110 W. New York Ave., DeLand, FL
386-734-4622
BEACON PHOTO/BARB SHEPHERD
Watching Dad — Joshua Smith, 5, and Jacob Smith, 7, watch as the wheels of local government turn in their father’s favor at the DeLand City Commission meeting Jan. 4. Dad Jeff Smith of DeLand was appealing to the City Commission to use part of an abandoned runway on the DeLand Municipal Airport for his motorcycle-training school. Commissioners voted unanimously to give him permission to do so, on a trial basis. The boys watched the action from the audience in the company of their grandparents, Carol and Wayne Smith.
posted Jan 7, 2010 - 12:46:02pm
A crumbling, abandoned runway is one of the City of DeLand’s most popular properties on the DeLand Municipal Airport.
A group called Elite Bikers uses it for motorcycling events. The DeLand Radio Control Club and an automotive club also rent the runway. The city charges $300 a day for its use.
So, when Jeff Smith of DeLand approached city officials about renting the runway for motorcycle-training classes, he was told a fourth user would be too much.

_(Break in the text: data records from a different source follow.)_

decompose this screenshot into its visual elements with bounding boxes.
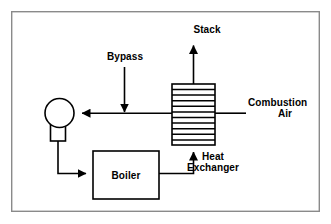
- fan-to-boiler-group: [58, 141, 86, 174]
- heat-exchanger-assembly: [172, 84, 215, 145]
- fan-blower-assembly: [45, 99, 74, 142]
- combustion-air-label-line2: Air: [278, 108, 292, 119]
- process-flow-diagram: Stack Bypass Combustion Air Heat Exchang…: [0, 0, 331, 224]
- heat-exchanger-label-line2: Exchanger: [187, 162, 239, 173]
- heat-exchanger-label-line1: Heat: [202, 151, 225, 162]
- diagram-canvas: Stack Bypass Combustion Air Heat Exchang…: [0, 0, 331, 224]
- fan-impeller-circle: [45, 99, 74, 128]
- combustion-air-label-line1: Combustion: [248, 97, 307, 108]
- heat-exchanger-shell: [172, 84, 215, 145]
- boiler-label: Boiler: [112, 170, 141, 181]
- fan-to-boiler-line: [58, 141, 86, 174]
- stack-label: Stack: [193, 24, 221, 35]
- bypass-label: Bypass: [107, 51, 144, 62]
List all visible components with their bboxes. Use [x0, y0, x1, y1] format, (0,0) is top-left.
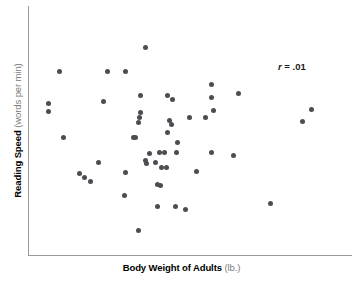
- data-point: [174, 150, 179, 155]
- data-point: [209, 82, 214, 87]
- data-point: [170, 97, 175, 102]
- data-point: [165, 93, 170, 98]
- data-point: [300, 119, 305, 124]
- data-point: [82, 175, 87, 180]
- correlation-annotation: r = .01: [278, 61, 306, 72]
- x-axis-line: [28, 255, 352, 256]
- data-point: [211, 108, 216, 113]
- data-point: [169, 122, 174, 127]
- data-point: [136, 120, 141, 125]
- data-point: [209, 150, 214, 155]
- data-point: [162, 150, 167, 155]
- data-point: [143, 45, 148, 50]
- data-point: [122, 193, 127, 198]
- x-axis-title: Body Weight of Adults (lb.): [0, 262, 363, 273]
- data-point: [96, 160, 101, 165]
- data-point: [183, 207, 188, 212]
- data-point: [187, 115, 192, 120]
- correlation-value: = .01: [282, 61, 306, 72]
- data-point: [155, 182, 160, 187]
- data-point: [138, 110, 143, 115]
- data-point: [77, 171, 82, 176]
- data-point: [46, 109, 51, 114]
- plot-area: [28, 6, 352, 255]
- data-point: [61, 135, 66, 140]
- data-point: [159, 165, 164, 170]
- data-point: [153, 160, 158, 165]
- data-point: [175, 140, 180, 145]
- data-point: [144, 161, 149, 166]
- data-point: [165, 130, 170, 135]
- data-point: [133, 135, 138, 140]
- data-point: [57, 69, 62, 74]
- data-point: [46, 101, 51, 106]
- data-point: [194, 169, 199, 174]
- data-point: [138, 93, 143, 98]
- data-point: [105, 69, 110, 74]
- data-point: [173, 204, 178, 209]
- data-point: [147, 151, 152, 156]
- data-point: [209, 95, 214, 100]
- data-point: [157, 150, 162, 155]
- data-point: [101, 99, 106, 104]
- data-point: [203, 115, 208, 120]
- x-axis-title-unit: (lb.): [224, 262, 240, 273]
- data-point: [123, 69, 128, 74]
- data-point: [136, 228, 141, 233]
- data-point: [236, 91, 241, 96]
- y-axis-title: Reading Speed (words per min): [12, 11, 23, 251]
- y-axis-title-main: Reading Speed: [12, 130, 23, 197]
- data-point: [309, 107, 314, 112]
- data-point: [164, 165, 169, 170]
- data-point: [88, 179, 93, 184]
- data-point: [123, 170, 128, 175]
- data-point: [155, 204, 160, 209]
- x-axis-title-main: Body Weight of Adults: [123, 262, 222, 273]
- scatter-plot-figure: r = .01 Body Weight of Adults (lb.) Read…: [0, 0, 363, 283]
- data-point: [231, 153, 236, 158]
- data-point: [268, 201, 273, 206]
- data-point: [137, 115, 142, 120]
- y-axis-title-unit: (words per min): [12, 63, 23, 128]
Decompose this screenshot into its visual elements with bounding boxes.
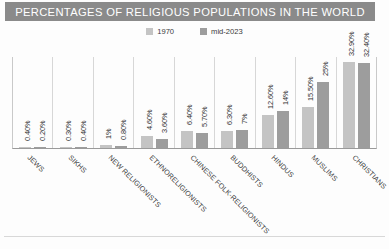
bar-group: 15.50%25%: [296, 57, 336, 148]
bar-groups: 0.40%0.20%0.30%0.40%1%0.80%4.60%3.60%6.4…: [13, 57, 376, 148]
bar-column[interactable]: 6.30%: [221, 57, 233, 148]
bar-value-label: 0.40%: [79, 120, 88, 140]
x-axis-tick: ETHNORELIGIONISTS: [134, 150, 175, 245]
bar[interactable]: [100, 145, 112, 148]
bar-column[interactable]: 32.40%: [358, 57, 370, 148]
bar-column[interactable]: 5.70%: [196, 57, 208, 148]
x-axis-tick-label: JEWS: [26, 153, 47, 174]
bar-column[interactable]: 1%: [100, 57, 112, 148]
x-axis-tick: BUDDHISTS: [215, 150, 256, 245]
bar-column[interactable]: 0.40%: [75, 57, 87, 148]
bar-column[interactable]: 0.40%: [19, 57, 31, 148]
bar-value-label: 15.50%: [306, 77, 315, 101]
bar[interactable]: [19, 147, 31, 149]
x-axis-tick-label: CHRISTIANS: [350, 153, 388, 191]
bar-group: 4.60%3.60%: [134, 57, 174, 148]
legend-item-1970[interactable]: 1970: [146, 27, 174, 36]
bar-value-label: 3.60%: [160, 112, 169, 132]
bar-value-label: 1%: [104, 129, 113, 139]
bar[interactable]: [317, 82, 329, 148]
bottom-divider: [4, 236, 385, 237]
bar-column[interactable]: 32.90%: [343, 57, 355, 148]
x-axis-tick: CHRISTIANS: [337, 150, 378, 245]
bar-column[interactable]: 15.50%: [302, 57, 314, 148]
x-axis-tick: SIKHS: [53, 150, 94, 245]
x-axis-tick: CHINESE FOLK-RELIGIONISTS: [174, 150, 215, 245]
bar-value-label: 0.30%: [64, 120, 73, 140]
page-title: PERCENTAGES OF RELIGIOUS POPULATIONS IN …: [15, 6, 365, 18]
bar[interactable]: [236, 130, 248, 148]
bar[interactable]: [75, 147, 87, 149]
plot-area: 0.40%0.20%0.30%0.40%1%0.80%4.60%3.60%6.4…: [12, 57, 377, 149]
x-axis-tick: NEW RELIGIONISTS: [93, 150, 134, 245]
legend-label-mid-2023: mid-2023: [211, 27, 243, 36]
bar-column[interactable]: 4.60%: [141, 57, 153, 148]
bar-value-label: 32.90%: [347, 31, 356, 55]
bar[interactable]: [221, 131, 233, 148]
x-axis-tick-label: HINDUS: [269, 153, 295, 179]
x-axis-category-labels: JEWSSIKHSNEW RELIGIONISTSETHNORELIGIONIS…: [12, 150, 377, 245]
legend-item-mid-2023[interactable]: mid-2023: [200, 27, 243, 36]
bar-group: 1%0.80%: [94, 57, 134, 148]
legend-swatch-mid-2023: [200, 28, 207, 35]
bar-value-label: 4.60%: [145, 109, 154, 129]
x-axis-tick-label: MUSLIMS: [310, 153, 340, 183]
bar-value-label: 12.60%: [266, 84, 275, 108]
x-axis-tick: JEWS: [12, 150, 53, 245]
bar[interactable]: [262, 115, 274, 148]
bar-column[interactable]: 0.80%: [115, 57, 127, 148]
bar-value-label: 14%: [281, 91, 290, 106]
x-axis-tick: MUSLIMS: [296, 150, 337, 245]
bar-group: 12.60%14%: [256, 57, 296, 148]
bar-value-label: 25%: [321, 62, 330, 77]
bar-value-label: 6.30%: [225, 105, 234, 125]
bar-column[interactable]: 3.60%: [156, 57, 168, 148]
bar[interactable]: [302, 107, 314, 148]
bar-group: 6.30%7%: [215, 57, 255, 148]
bar-value-label: 0.20%: [38, 120, 47, 140]
bar-column[interactable]: 7%: [236, 57, 248, 148]
bar-column[interactable]: 12.60%: [262, 57, 274, 148]
bar-column[interactable]: 25%: [317, 57, 329, 148]
bar[interactable]: [343, 62, 355, 148]
bar-value-label: 0.40%: [23, 120, 32, 140]
chart-legend: 1970 mid-2023: [0, 25, 389, 38]
bar-group: 6.40%5.70%: [175, 57, 215, 148]
bar-group: 0.40%0.20%: [13, 57, 53, 148]
bar[interactable]: [141, 136, 153, 148]
bar-column[interactable]: 0.30%: [60, 57, 72, 148]
bar[interactable]: [181, 131, 193, 148]
bar-group: 32.90%32.40%: [337, 57, 376, 148]
bar-value-label: 5.70%: [200, 107, 209, 127]
bar-value-label: 7%: [240, 113, 249, 123]
bar[interactable]: [115, 146, 127, 148]
x-axis-tick: HINDUS: [255, 150, 296, 245]
bar-column[interactable]: 0.20%: [34, 57, 46, 148]
bar-value-label: 6.40%: [185, 105, 194, 125]
bar-value-label: 0.80%: [119, 119, 128, 139]
chart-title-band: PERCENTAGES OF RELIGIOUS POPULATIONS IN …: [5, 2, 375, 21]
chart-root: PERCENTAGES OF RELIGIOUS POPULATIONS IN …: [0, 0, 389, 249]
legend-label-1970: 1970: [157, 27, 174, 36]
x-axis-tick-label: SIKHS: [66, 153, 88, 175]
bar-group: 0.30%0.40%: [53, 57, 93, 148]
bar[interactable]: [358, 63, 370, 148]
bar[interactable]: [34, 147, 46, 149]
bar-value-label: 32.40%: [362, 32, 371, 56]
bar[interactable]: [277, 111, 289, 148]
bar[interactable]: [60, 147, 72, 149]
bar[interactable]: [156, 139, 168, 148]
bar-column[interactable]: 14%: [277, 57, 289, 148]
bar[interactable]: [196, 133, 208, 148]
bar-column[interactable]: 6.40%: [181, 57, 193, 148]
legend-swatch-1970: [146, 28, 153, 35]
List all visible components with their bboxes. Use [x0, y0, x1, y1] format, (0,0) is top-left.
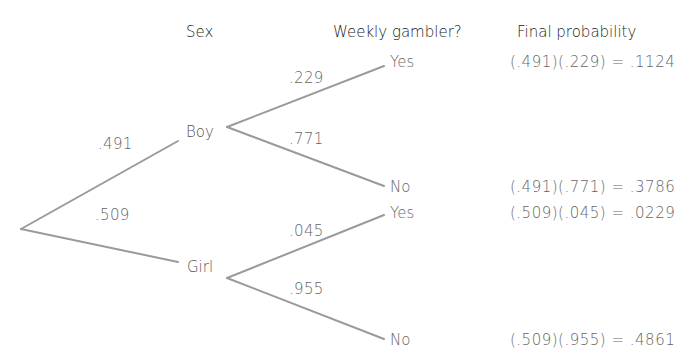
final-girl-yes: (.509)(.045) = .0229 [510, 204, 675, 222]
leaf-girl-no: No [390, 331, 410, 349]
prob-girl-no: .955 [289, 280, 324, 298]
header-final-probability: Final probability [517, 23, 636, 41]
prob-girl: .509 [95, 206, 130, 224]
branch-root-girl [21, 229, 178, 262]
node-boy: Boy [186, 123, 214, 141]
prob-boy-yes: .229 [289, 69, 324, 87]
header-weekly-gambler: Weekly gambler? [333, 23, 462, 41]
node-girl: Girl [187, 258, 213, 276]
leaf-boy-yes: Yes [390, 53, 414, 71]
final-boy-yes: (.491)(.229) = .1124 [510, 53, 675, 71]
final-girl-no: (.509)(.955) = .4861 [510, 331, 675, 349]
prob-girl-yes: .045 [289, 222, 324, 240]
final-boy-no: (.491)(.771) = .3786 [510, 178, 675, 196]
prob-boy-no: .771 [289, 130, 324, 148]
header-sex: Sex [186, 23, 213, 41]
leaf-girl-yes: Yes [390, 204, 414, 222]
leaf-boy-no: No [390, 178, 410, 196]
prob-boy: .491 [98, 135, 133, 153]
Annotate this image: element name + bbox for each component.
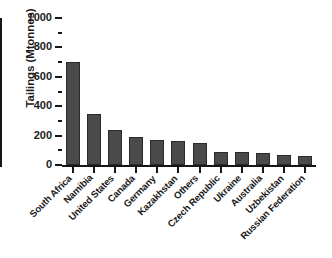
bar (108, 130, 122, 165)
x-axis-tick (177, 167, 179, 173)
bar (277, 155, 291, 165)
x-axis-line (62, 165, 316, 167)
y-axis-tick-minor (58, 149, 62, 151)
y-axis-tick-major (55, 135, 62, 137)
x-axis-tick (199, 167, 201, 173)
bar (235, 152, 249, 165)
x-axis-tick (304, 167, 306, 173)
y-axis-tick-label: 800 (0, 40, 52, 52)
y-axis-tick-major (55, 17, 62, 19)
y-axis-tick-major (55, 76, 62, 78)
x-axis-tick (220, 167, 222, 173)
x-axis-tick (135, 167, 137, 173)
y-axis-tick-minor (58, 91, 62, 93)
x-axis-tick (93, 167, 95, 173)
bar (66, 62, 80, 165)
y-axis-tick-major (55, 164, 62, 166)
y-axis-tick-major (55, 46, 62, 48)
y-axis-tick-label: 600 (0, 70, 52, 82)
bar (298, 156, 312, 165)
x-axis-tick (262, 167, 264, 173)
bar-chart: Tailings (Mtonnes) 02004006008001000 Sou… (0, 0, 332, 258)
bar (193, 143, 207, 165)
bar (171, 141, 185, 165)
y-axis-tick-label: 200 (0, 129, 52, 141)
bar (150, 140, 164, 165)
bar (87, 114, 101, 165)
x-axis-tick (283, 167, 285, 173)
bar (256, 153, 270, 165)
y-axis-tick-major (55, 105, 62, 107)
x-axis-tick (72, 167, 74, 173)
y-axis-tick-label: 1000 (0, 11, 52, 23)
y-axis-tick-minor (58, 61, 62, 63)
bar (129, 137, 143, 165)
y-axis-tick-minor (58, 32, 62, 34)
x-axis-tick (241, 167, 243, 173)
x-axis-tick (156, 167, 158, 173)
x-axis-tick (114, 167, 116, 173)
y-axis-tick-minor (58, 120, 62, 122)
y-axis-tick-label: 400 (0, 99, 52, 111)
bar (214, 152, 228, 165)
y-axis-tick-label: 0 (0, 158, 52, 170)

Smith appealed to the City Commission. After he pleaded his case at the Jan. 4 meeting, commissioners voted unanimously to grant permission for Smith’s Adventure Rider Training school to hold classes on the runway, on a trial basis.
Smith said he would bear the burden of working out any scheduling conflicts with the other groups. He also offered to clean up the area and provide at least $1 million worth of liability insurance.
Smith told city commissioners they would be contributing to highway safety by making room on the airport for the training classes.
He said motorcyclists are the only road-user demographic experiencing an increase in fatalities. In an attempt to stem that trend, Smith said, as of 2008 the state made training classes mandatory for anyone seeking a license to ride a motorcycle of 250 cc or larger.
“There is a clear need to increase motorcycle training,” Smith said.
The problem is finding locations to hold such classes. A stretch of unobstructed asphalt 200 feet wide and 300 feet long is required.
Adventure Rider Training used to use the driver-education course at DeLand High School, he said, but that area is now occupied by portable classrooms.
Smith’s classes would have a dozen students training for a total of 15 hours each on street-legal, fully muffled 250 cc motorcycles. He noted the students would patronize DeLand businesses while in the city for class.
City Manager Michael Pleus sought reassurance that city staff members would not be roped into solving scheduling conflicts for use of the runway, or called upon to settle arguments about whether the various groups cleaned up after themselves satisfactorily.
“We cannot be expending city resources to work out conflicts between all these events in a space that’s not really supposed to be an event space,” Pleus said.
City Public Services Director Keith Riger also spoke to commissioners about his concerns about the condition of the runway.
“The pavement condition out there is abominable,” Riger said. “Who’s going to repave that?”
Smith said the condition of the runway would not impede his classes, but that a representative with the Florida Rider Training Program will have to inspect and OK the site.
Commissioners agreed that, in the long run, they will need to make policy decisions about how the old runway is used and how much money to spend, if any, on its maintenance.
They emphasized that their approval of the motorcycle-training classes is on a temporary, trial basis. The vote was 4-to-0 to allow the classes. Commissioner Willie Bright was absent from the meeting.